Bike Touring Journals by Neil Anderson and Sharon Anderson Partners in Grime
Pasties
"This life is yours. Take the power to choose what you want to do and do it well. Take the power to love what you want in life and love it honestly. Take the power to walk in the forest and be a part of nature. Take the power to control your own life."
~ Susan Polis SchutzWe swept out of Wakefield through a whispering forest. In nearby Covington our calm route joined a busy highway - trucks, campers, and car traffic inundated us from all directions. But it wasn't the metal behemoths scraping past our churning legs that drew our attention. No, rather, it was the numerous roadside signs advertising Fresh Pasties.
"What the heck are 'pasties'?" Sharon wondered aloud after we had passed what seemed like our tenth sign in as many kilometres.
"Maybe that's how they spell 'pastries' in these parts?"
At the next roadside joint shouting Pasties in red six-foot-high vertical lettering, we pulled in to find out exactly what pasties were. They turned out to be a locality specialty: meat pies. Hot, scrumptious, filled with mystery meat and diced vittles. After inhaling three pies each we felt like a pair of leopards - those meat pies hit the spot.
A local informed us that pasties originated in Cornwall, England, and were a favoured food of workers there. Cornwall miners even hauled pasties into the underground tin mines for their lunches. "A good thing about pasties," he told us, "is that they travel well and can be eaten with dirty fingers." (I looked at my hands and immediately ordered two more.) When folks from Cornwall came to work in Michigan's Upper Peninsula's iron and copper mines, they brought pasties with them (they really do travel well!). The peninsula mines have long since closed, but the pasty tradition lives on.

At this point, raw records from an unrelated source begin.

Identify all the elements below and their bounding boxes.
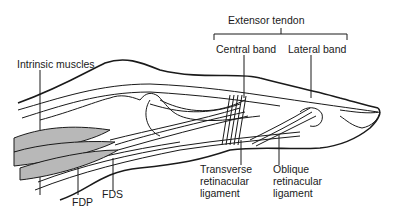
label-central-band: Central band <box>216 43 276 55</box>
label-transverse-retinacular-ligament: Transverse retinacular ligament <box>200 163 280 199</box>
label-extensor-tendon: Extensor tendon <box>228 14 304 26</box>
label-intrinsic-muscles: Intrinsic muscles <box>17 58 95 70</box>
label-fds: FDS <box>102 188 123 200</box>
label-oblique-retinacular-ligament: Oblique retinacular ligament <box>273 163 353 199</box>
label-lateral-band: Lateral band <box>288 43 346 55</box>
finger-anatomy-diagram: Extensor tendon Central band Lateral ban… <box>0 0 398 218</box>
label-fdp: FDP <box>72 196 93 208</box>
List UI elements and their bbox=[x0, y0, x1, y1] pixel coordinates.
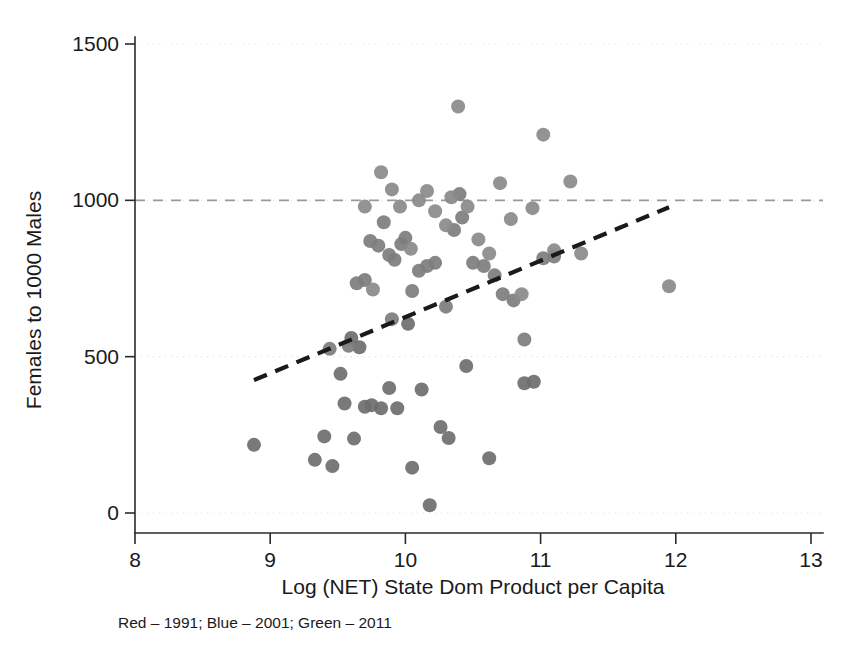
data-point-2011 bbox=[493, 176, 507, 190]
data-point-2011 bbox=[404, 242, 418, 256]
data-point-1991 bbox=[527, 375, 541, 389]
data-point-1991 bbox=[317, 429, 331, 443]
x-tick-label-10: 10 bbox=[394, 548, 417, 571]
data-point-2011 bbox=[563, 175, 577, 189]
data-point-2011 bbox=[428, 204, 442, 218]
data-point-2011 bbox=[444, 190, 458, 204]
data-point-1991 bbox=[423, 498, 437, 512]
y-axis-title: Females to 1000 Males bbox=[22, 191, 45, 409]
data-point-1991 bbox=[247, 438, 261, 452]
data-point-2011 bbox=[393, 200, 407, 214]
x-tick-label-12: 12 bbox=[664, 548, 687, 571]
y-tick-label-1500: 1500 bbox=[72, 32, 119, 55]
data-point-2001 bbox=[517, 332, 531, 346]
data-point-2001 bbox=[371, 239, 385, 253]
data-point-1991 bbox=[308, 453, 322, 467]
data-point-1991 bbox=[347, 432, 361, 446]
data-point-2011 bbox=[439, 218, 453, 232]
data-point-2001 bbox=[377, 215, 391, 229]
x-tick-label-8: 8 bbox=[129, 548, 141, 571]
data-point-1991 bbox=[459, 359, 473, 373]
data-point-1991 bbox=[382, 381, 396, 395]
data-point-1991 bbox=[325, 459, 339, 473]
data-point-2011 bbox=[461, 200, 475, 214]
data-point-1991 bbox=[442, 431, 456, 445]
x-tick-label-11: 11 bbox=[530, 548, 552, 571]
x-tick-label-9: 9 bbox=[264, 548, 276, 571]
data-point-2011 bbox=[482, 246, 496, 260]
data-point-2011 bbox=[366, 282, 380, 296]
data-point-2011 bbox=[374, 165, 388, 179]
x-tick-label-13: 13 bbox=[799, 548, 822, 571]
data-point-1991 bbox=[415, 383, 429, 397]
x-axis-title: Log (NET) State Dom Product per Capita bbox=[282, 575, 665, 598]
data-point-2011 bbox=[536, 128, 550, 142]
data-point-2011 bbox=[451, 100, 465, 114]
data-point-1991 bbox=[390, 401, 404, 415]
data-point-2011 bbox=[662, 279, 676, 293]
data-point-1991 bbox=[482, 451, 496, 465]
scatter-plot-figure: 050010001500 8910111213 Females to 1000 … bbox=[0, 0, 855, 656]
data-point-2001 bbox=[405, 284, 419, 298]
data-point-2011 bbox=[504, 212, 518, 226]
data-point-2011 bbox=[515, 287, 529, 301]
y-tick-label-0: 0 bbox=[107, 501, 119, 524]
data-point-2011 bbox=[525, 201, 539, 215]
data-point-2001 bbox=[477, 259, 491, 273]
y-tick-label-500: 500 bbox=[84, 345, 119, 368]
y-tick-label-1000: 1000 bbox=[72, 188, 119, 211]
data-point-2001 bbox=[388, 253, 402, 267]
data-point-2011 bbox=[385, 182, 399, 196]
data-point-2011 bbox=[574, 246, 588, 260]
data-point-1991 bbox=[405, 461, 419, 475]
data-point-2001 bbox=[428, 256, 442, 270]
plot-svg: 050010001500 8910111213 Females to 1000 … bbox=[0, 0, 855, 656]
data-point-2011 bbox=[420, 184, 434, 198]
data-point-1991 bbox=[338, 397, 352, 411]
data-point-1991 bbox=[374, 401, 388, 415]
data-point-2011 bbox=[358, 200, 372, 214]
data-point-1991 bbox=[334, 367, 348, 381]
data-point-2011 bbox=[471, 232, 485, 246]
chart-caption: Red – 1991; Blue – 2001; Green – 2011 bbox=[118, 614, 392, 631]
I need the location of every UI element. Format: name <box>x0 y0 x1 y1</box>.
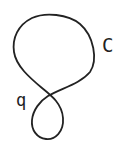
curve-label-c: C <box>102 36 113 55</box>
closed-curve <box>0 0 129 153</box>
point-label-q: q <box>16 92 26 109</box>
curve-c-path <box>14 15 94 139</box>
diagram-canvas: C q <box>0 0 129 153</box>
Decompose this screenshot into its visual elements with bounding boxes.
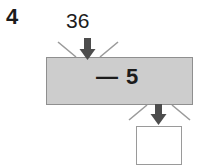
problem-number: 4 — [6, 6, 18, 28]
operation-label: — 5 — [96, 66, 139, 88]
input-value-label: 36 — [66, 10, 89, 31]
burst-line-icon — [172, 105, 190, 120]
answer-input-box[interactable] — [136, 126, 182, 165]
burst-line-icon — [58, 42, 76, 57]
burst-line-icon — [100, 42, 118, 57]
arrow-down-icon — [151, 104, 167, 125]
function-machine-worksheet: 4 36 — 5 — [0, 0, 203, 167]
burst-line-icon — [129, 105, 147, 120]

The meat pies must have been high-octane fuel - they powered us down the road for over a hundred and fifty kilometres. When we arrived at the tiny Lake Michigamme rest area it was dusk. The water, blanketed in a thick mist, appeared ready for bed.
In the deserted picnic area we downed a couple more meat pies before bushwhacking along an overgrown lakeside trail, searching for a spot to spend the night. At a grove of juvenile curly maple we found an opening just large enough to wedge our two-person tent into.
"Ah," Sharon sighed as we settled in to admire the swirling fog. "This is the good life."
"I have to agree," I said, patting my stomach. "Do you think the meat pies in New Zealand are going to be as good?"